"What Should We Expect from a Progressive Equality Jurisprudence? The Case of South Africa" By Kate O'Regan.
Date: Thursday 19 May 2011, 6.00pm, followed by a drinks reception.
Venue: Bentham House, University College London.
South Africa is a society where for most of the twentieth century, government policy was premised on principles that treated people unequally on the grounds of race. Apartheid policy and practice, coupled with South Africa's earlier history of colonial dispossession, has resulted in one of the most unequal societies in the world. It is not surprising then that "the achievement of equality" should be one of the founding principles of the new constitutional order that commenced in 1994. Nor is it surprising that the new Constitution specifically permits measures designed to protect or advance people disadvantaged by unfair discrimination.

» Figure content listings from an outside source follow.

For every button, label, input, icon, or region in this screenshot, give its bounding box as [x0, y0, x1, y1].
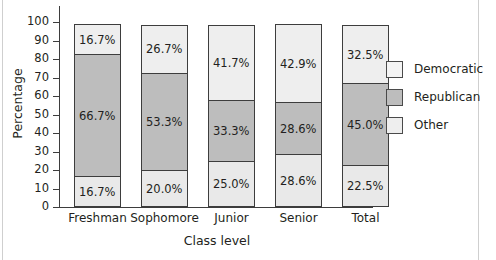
stacked-bar[interactable]: 32.5%45.0%22.5%: [342, 25, 389, 207]
y-tick-mark: [53, 133, 59, 134]
y-tick-mark: [53, 96, 59, 97]
bar-segment-value-label: 20.0%: [142, 182, 183, 196]
legend-swatch-icon: [386, 117, 403, 134]
bar-segment-republican[interactable]: 53.3%: [141, 73, 188, 172]
bar-segment-other[interactable]: 32.5%: [342, 25, 389, 85]
stacked-bar[interactable]: 16.7%66.7%16.7%: [74, 24, 121, 207]
y-tick-mark: [53, 78, 59, 79]
bar-segment-republican[interactable]: 33.3%: [208, 100, 255, 162]
legend-swatch-icon: [386, 61, 403, 78]
bar-segment-other[interactable]: 41.7%: [208, 25, 255, 102]
y-tick-mark: [53, 59, 59, 60]
legend-item-democratic[interactable]: Democratic: [386, 57, 483, 81]
bar-segment-value-label: 33.3%: [209, 124, 250, 138]
bar-segment-value-label: 16.7%: [75, 185, 116, 199]
y-tick-mark: [53, 207, 59, 208]
bar-segment-other[interactable]: 26.7%: [141, 25, 188, 74]
bar-segment-value-label: 16.7%: [75, 33, 116, 47]
bar-segment-value-label: 45.0%: [343, 118, 384, 132]
bar-segment-democratic[interactable]: 20.0%: [141, 170, 188, 207]
bar-segment-value-label: 25.0%: [209, 177, 250, 191]
legend-item-republican[interactable]: Republican: [386, 85, 483, 109]
bar-segment-value-label: 42.9%: [276, 57, 317, 71]
bar-segment-value-label: 26.7%: [142, 42, 183, 56]
legend-label: Democratic: [414, 62, 483, 76]
y-axis-title: Percentage: [10, 54, 25, 154]
bar-segment-value-label: 28.6%: [276, 174, 317, 188]
y-tick-mark: [53, 41, 59, 42]
bar-segment-value-label: 32.5%: [343, 48, 384, 62]
bar-segment-value-label: 22.5%: [343, 179, 384, 193]
legend-label: Other: [414, 118, 448, 132]
y-tick-label: 20: [18, 164, 49, 176]
bar-segment-democratic[interactable]: 16.7%: [74, 176, 121, 207]
y-tick-label: 0: [18, 201, 49, 213]
bar-segment-value-label: 66.7%: [75, 109, 116, 123]
legend-label: Republican: [414, 90, 480, 104]
bar-segment-value-label: 28.6%: [276, 122, 317, 136]
bar-segment-value-label: 53.3%: [142, 115, 183, 129]
y-tick-label: 90: [18, 35, 49, 47]
y-tick-label: 100: [18, 16, 49, 28]
legend-swatch-icon: [386, 89, 403, 106]
bar-segment-democratic[interactable]: 25.0%: [208, 161, 255, 207]
chart-legend: DemocraticRepublicanOther: [386, 57, 483, 141]
y-tick-mark: [53, 22, 59, 23]
bar-segment-democratic[interactable]: 28.6%: [275, 154, 322, 207]
bar-segment-other[interactable]: 42.9%: [275, 24, 322, 103]
y-tick-mark: [53, 170, 59, 171]
y-tick-mark: [53, 115, 59, 116]
bar-segment-republican[interactable]: 45.0%: [342, 83, 389, 166]
y-tick-mark: [53, 189, 59, 190]
bar-segment-democratic[interactable]: 22.5%: [342, 165, 389, 207]
y-tick-mark: [53, 152, 59, 153]
bar-segment-value-label: 41.7%: [209, 56, 250, 70]
x-category-label-total: Total: [323, 211, 409, 225]
y-axis-line: [59, 6, 60, 207]
legend-item-other[interactable]: Other: [386, 113, 483, 137]
x-axis-title: Class level: [60, 233, 374, 248]
bar-segment-republican[interactable]: 66.7%: [74, 54, 121, 177]
stacked-bar[interactable]: 42.9%28.6%28.6%: [275, 24, 322, 207]
stacked-bar[interactable]: 41.7%33.3%25.0%: [208, 25, 255, 207]
bar-segment-other[interactable]: 16.7%: [74, 24, 121, 55]
chart-figure: 0102030405060708090100 Percentage Class …: [0, 0, 496, 260]
bar-segment-republican[interactable]: 28.6%: [275, 102, 322, 155]
y-tick-label: 10: [18, 183, 49, 195]
stacked-bar[interactable]: 26.7%53.3%20.0%: [141, 25, 188, 207]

Yet the first fifteen years of constitutional democracy in South Africa have not witnessed a dramatic reduction in social inequality. Nor has there been a flood of equality litigation. Is the equality jurisprudence failing? Or are we expecting too much of equality law?
Kate O'Regan is a prominent equality and human rights lawyer. She was a judge on the Constitutional Court of South Africa (1994 - 2009) and was involved in a number of initiatives in building post-apartheid South African society. She is an Honorary Professor at the University of Cape Town. She is a Trustee of The Equal Rights Trust.